A Good Ending for Bad Memories

Vailes Shepperd

In the 1860s, Lloyd Earl was an African American entrepreneur disguised as an enslaved carpenter who traveled nationwide with freedom papers forged by his own hand. Collector of the “comebacks,” Lloyd Earl built the first Negro Kitchen Library in the USA. His family and others like it were found on a list called The Curiously Successful Negro. A list kept in secret for more than 100 years by Harvard University!

Selsie, his wife, a slave known as “Two for the Price of One,” suffered from Multiple Personality Disorder, unnamed and undiagnosed at the time. In her small town, everyone knew Selsie. When she was limping and cooking, her potatoes were to die for. When she was smiling, her biscuits were dangerous.

A Good Ending for Bad Memories begins in 1958, when the first African American attaché and his family are posted to Cairo, Egypt. Perfect for his wife, Lloyd Earl and Selsie’s great granddaughter, “Mother,” an undiagnosed moody beauty with four distinct personalities of her own. Freed from the day-to-day responsibility of caring for her husband and children, Mother spends her time sifting through memory in search of the cause of her disorder which lies deep within the family’s past.

Mother’s grandmother and Great Grandmother Selsie murdered the men who attempted to take family property. Selsie poisoned the pudding and hid the evidence among her four personalities. Mother has inherited Selsie’s recipes and her disease. Now she must grapple with her own startling legacy and that of her children.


In the listing below, find every line containing "name" and copy it out.

***

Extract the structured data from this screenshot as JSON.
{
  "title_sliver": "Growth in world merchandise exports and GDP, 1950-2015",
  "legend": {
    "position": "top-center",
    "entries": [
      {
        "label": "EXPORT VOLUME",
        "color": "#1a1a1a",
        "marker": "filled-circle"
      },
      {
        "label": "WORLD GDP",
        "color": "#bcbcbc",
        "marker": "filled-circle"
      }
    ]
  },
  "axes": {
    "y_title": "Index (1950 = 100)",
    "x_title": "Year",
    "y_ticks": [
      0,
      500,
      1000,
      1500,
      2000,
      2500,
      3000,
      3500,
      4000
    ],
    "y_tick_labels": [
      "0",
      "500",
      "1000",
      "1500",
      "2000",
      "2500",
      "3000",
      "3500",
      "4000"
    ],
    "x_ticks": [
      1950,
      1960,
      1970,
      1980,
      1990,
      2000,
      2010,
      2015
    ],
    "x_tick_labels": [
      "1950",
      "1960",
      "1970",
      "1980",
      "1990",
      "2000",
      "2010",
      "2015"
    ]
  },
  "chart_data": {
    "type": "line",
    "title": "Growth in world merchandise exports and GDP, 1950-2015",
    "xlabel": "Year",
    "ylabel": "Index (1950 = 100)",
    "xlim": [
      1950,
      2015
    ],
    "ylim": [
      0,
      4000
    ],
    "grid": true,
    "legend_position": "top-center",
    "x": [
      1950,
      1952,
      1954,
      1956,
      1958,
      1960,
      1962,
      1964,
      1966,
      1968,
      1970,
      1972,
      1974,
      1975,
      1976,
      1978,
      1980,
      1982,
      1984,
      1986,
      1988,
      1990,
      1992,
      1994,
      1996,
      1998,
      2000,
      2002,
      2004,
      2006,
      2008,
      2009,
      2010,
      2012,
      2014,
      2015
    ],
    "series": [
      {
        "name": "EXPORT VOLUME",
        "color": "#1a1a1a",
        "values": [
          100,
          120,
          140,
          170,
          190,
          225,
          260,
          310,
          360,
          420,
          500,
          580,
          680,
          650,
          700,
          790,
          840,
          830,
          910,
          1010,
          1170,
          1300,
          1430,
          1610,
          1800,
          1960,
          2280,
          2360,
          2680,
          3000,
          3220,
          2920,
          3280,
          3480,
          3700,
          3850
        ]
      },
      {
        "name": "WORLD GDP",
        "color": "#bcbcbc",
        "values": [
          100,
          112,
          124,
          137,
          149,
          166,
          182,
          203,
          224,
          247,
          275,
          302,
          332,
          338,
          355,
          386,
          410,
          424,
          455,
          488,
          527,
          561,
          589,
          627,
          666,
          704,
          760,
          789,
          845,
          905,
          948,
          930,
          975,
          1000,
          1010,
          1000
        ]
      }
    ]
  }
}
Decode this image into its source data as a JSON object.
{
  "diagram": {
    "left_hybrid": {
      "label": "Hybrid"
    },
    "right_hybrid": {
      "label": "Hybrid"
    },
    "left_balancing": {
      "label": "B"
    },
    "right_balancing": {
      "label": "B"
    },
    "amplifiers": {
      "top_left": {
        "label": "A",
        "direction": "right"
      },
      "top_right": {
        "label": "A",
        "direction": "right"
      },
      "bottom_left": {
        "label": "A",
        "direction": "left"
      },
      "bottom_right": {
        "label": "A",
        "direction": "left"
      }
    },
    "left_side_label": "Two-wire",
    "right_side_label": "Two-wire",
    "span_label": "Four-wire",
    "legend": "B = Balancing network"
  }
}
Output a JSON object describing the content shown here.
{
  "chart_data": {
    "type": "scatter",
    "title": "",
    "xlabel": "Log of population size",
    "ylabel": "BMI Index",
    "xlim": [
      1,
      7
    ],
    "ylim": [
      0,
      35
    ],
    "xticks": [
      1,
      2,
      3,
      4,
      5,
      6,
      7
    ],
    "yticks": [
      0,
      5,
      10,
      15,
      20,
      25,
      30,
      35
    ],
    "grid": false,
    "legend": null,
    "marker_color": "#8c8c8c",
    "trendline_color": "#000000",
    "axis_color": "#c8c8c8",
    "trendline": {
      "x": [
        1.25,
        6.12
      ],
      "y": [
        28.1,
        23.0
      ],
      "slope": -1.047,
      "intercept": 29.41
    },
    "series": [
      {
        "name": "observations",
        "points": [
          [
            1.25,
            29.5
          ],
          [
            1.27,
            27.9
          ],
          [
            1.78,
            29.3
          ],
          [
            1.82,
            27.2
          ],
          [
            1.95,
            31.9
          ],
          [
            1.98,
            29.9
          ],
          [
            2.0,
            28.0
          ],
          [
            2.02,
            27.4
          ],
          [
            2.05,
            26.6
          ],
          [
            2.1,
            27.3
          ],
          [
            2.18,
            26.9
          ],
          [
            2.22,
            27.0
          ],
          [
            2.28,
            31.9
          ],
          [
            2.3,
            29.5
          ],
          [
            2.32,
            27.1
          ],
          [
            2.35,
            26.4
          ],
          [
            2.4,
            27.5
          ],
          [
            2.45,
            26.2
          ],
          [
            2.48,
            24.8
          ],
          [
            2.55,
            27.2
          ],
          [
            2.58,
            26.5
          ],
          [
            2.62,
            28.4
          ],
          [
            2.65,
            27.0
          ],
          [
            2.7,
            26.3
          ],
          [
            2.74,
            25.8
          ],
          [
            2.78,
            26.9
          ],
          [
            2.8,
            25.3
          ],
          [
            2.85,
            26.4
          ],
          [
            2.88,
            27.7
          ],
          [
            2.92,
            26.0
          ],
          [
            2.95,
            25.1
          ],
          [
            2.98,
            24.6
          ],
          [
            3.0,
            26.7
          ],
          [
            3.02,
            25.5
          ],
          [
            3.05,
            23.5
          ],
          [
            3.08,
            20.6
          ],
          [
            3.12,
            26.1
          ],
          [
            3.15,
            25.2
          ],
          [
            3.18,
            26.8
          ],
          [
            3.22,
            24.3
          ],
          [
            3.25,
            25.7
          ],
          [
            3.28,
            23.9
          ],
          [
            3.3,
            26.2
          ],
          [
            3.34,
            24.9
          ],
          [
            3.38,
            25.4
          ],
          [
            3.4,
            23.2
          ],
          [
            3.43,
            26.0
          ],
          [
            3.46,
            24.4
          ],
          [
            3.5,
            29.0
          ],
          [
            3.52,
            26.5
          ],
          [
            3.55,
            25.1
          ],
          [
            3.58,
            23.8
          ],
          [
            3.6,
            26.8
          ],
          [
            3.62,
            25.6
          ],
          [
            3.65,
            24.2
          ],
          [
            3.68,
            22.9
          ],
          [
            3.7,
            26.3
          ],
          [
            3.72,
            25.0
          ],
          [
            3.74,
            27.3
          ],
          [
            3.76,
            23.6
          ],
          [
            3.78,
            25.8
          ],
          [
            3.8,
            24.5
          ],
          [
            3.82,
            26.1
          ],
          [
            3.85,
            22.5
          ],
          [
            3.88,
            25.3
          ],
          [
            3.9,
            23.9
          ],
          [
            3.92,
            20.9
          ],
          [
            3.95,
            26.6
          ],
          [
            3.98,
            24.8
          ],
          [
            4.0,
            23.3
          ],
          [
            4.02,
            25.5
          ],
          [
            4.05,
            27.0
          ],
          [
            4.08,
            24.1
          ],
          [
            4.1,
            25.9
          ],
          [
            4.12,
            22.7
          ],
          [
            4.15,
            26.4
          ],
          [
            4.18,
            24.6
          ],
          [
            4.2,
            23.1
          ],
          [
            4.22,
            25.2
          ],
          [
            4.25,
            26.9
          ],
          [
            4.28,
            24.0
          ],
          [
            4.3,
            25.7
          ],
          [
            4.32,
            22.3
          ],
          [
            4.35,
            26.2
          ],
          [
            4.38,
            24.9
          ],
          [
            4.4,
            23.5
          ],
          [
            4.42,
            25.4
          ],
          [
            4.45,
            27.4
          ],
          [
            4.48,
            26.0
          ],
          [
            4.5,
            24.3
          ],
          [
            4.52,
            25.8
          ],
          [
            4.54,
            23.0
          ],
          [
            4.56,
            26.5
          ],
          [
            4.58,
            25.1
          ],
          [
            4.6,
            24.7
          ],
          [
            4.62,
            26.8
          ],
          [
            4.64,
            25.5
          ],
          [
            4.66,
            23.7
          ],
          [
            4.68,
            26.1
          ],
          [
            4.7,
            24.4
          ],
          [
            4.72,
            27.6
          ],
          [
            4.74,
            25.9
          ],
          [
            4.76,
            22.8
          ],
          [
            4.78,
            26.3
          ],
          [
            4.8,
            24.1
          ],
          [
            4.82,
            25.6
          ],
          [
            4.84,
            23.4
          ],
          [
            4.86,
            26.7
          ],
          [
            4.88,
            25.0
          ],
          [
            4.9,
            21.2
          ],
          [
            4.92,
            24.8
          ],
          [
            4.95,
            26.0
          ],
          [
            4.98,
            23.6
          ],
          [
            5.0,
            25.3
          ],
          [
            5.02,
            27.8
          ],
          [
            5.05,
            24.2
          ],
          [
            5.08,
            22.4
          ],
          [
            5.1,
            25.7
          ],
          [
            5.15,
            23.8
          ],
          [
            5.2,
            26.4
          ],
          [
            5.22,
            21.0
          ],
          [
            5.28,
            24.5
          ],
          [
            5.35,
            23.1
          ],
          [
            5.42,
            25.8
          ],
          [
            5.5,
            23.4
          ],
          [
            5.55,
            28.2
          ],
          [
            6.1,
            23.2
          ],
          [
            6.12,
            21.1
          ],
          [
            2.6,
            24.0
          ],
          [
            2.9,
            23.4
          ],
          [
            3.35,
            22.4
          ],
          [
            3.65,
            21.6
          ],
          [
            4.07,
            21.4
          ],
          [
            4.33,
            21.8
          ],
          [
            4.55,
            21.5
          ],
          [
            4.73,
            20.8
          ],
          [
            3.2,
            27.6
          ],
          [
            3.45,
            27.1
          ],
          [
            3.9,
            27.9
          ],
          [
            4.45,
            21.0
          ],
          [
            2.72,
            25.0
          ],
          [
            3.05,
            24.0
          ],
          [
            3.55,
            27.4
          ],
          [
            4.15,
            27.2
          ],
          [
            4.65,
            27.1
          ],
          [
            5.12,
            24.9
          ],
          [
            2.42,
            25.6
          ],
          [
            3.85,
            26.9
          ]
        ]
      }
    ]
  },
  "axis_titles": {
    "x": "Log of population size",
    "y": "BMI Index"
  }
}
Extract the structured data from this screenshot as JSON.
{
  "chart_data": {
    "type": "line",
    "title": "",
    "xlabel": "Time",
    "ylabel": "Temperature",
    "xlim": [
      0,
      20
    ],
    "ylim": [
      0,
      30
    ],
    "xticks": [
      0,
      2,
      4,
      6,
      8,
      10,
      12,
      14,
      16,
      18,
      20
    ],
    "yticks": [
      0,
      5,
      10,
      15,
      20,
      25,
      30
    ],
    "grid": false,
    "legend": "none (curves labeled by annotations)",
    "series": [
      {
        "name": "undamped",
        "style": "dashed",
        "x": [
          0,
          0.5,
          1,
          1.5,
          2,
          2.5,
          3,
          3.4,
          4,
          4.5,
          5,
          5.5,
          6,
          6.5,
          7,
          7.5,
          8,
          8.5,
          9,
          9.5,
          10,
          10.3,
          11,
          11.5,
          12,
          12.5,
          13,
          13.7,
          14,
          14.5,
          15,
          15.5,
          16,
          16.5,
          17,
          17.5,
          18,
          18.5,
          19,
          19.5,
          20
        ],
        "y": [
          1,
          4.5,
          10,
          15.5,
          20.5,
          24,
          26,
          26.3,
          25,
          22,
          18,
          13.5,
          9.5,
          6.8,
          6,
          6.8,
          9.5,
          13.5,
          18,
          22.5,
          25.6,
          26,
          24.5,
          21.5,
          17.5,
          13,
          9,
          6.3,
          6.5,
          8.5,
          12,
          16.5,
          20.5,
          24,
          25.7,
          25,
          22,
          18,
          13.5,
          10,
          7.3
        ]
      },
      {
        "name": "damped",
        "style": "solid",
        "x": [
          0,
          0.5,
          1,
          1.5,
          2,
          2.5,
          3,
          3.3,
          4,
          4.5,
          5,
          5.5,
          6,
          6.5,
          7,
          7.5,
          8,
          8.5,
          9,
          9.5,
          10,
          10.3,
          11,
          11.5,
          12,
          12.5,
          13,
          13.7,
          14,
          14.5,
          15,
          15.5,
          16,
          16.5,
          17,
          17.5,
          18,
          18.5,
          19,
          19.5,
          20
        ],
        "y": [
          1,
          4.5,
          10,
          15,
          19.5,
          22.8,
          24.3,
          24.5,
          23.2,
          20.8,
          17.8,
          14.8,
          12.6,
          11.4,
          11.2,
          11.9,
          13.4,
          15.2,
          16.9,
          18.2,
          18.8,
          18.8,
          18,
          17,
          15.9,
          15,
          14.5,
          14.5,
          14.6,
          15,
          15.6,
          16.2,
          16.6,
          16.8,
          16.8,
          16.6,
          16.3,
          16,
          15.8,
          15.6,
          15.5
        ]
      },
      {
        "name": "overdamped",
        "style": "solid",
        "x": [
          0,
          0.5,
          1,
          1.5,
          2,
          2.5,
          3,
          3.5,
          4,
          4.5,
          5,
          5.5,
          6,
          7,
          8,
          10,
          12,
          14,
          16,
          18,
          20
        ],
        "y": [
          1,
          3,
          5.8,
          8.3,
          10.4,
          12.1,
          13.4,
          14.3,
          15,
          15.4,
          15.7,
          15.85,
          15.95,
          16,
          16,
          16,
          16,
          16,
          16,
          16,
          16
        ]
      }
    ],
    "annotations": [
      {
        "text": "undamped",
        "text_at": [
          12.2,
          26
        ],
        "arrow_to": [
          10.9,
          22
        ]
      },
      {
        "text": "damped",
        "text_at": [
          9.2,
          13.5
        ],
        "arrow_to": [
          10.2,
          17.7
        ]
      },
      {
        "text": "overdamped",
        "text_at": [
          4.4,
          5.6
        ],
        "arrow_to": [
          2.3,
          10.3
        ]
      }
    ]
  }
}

***

* _Reply to the exercise_:
        "name": "EXPORT VOLUME",
        "name": "WORLD GDP",
        "name": "observations",
        "name": "undamped",
        "name": "damped",
        "name": "overdamped",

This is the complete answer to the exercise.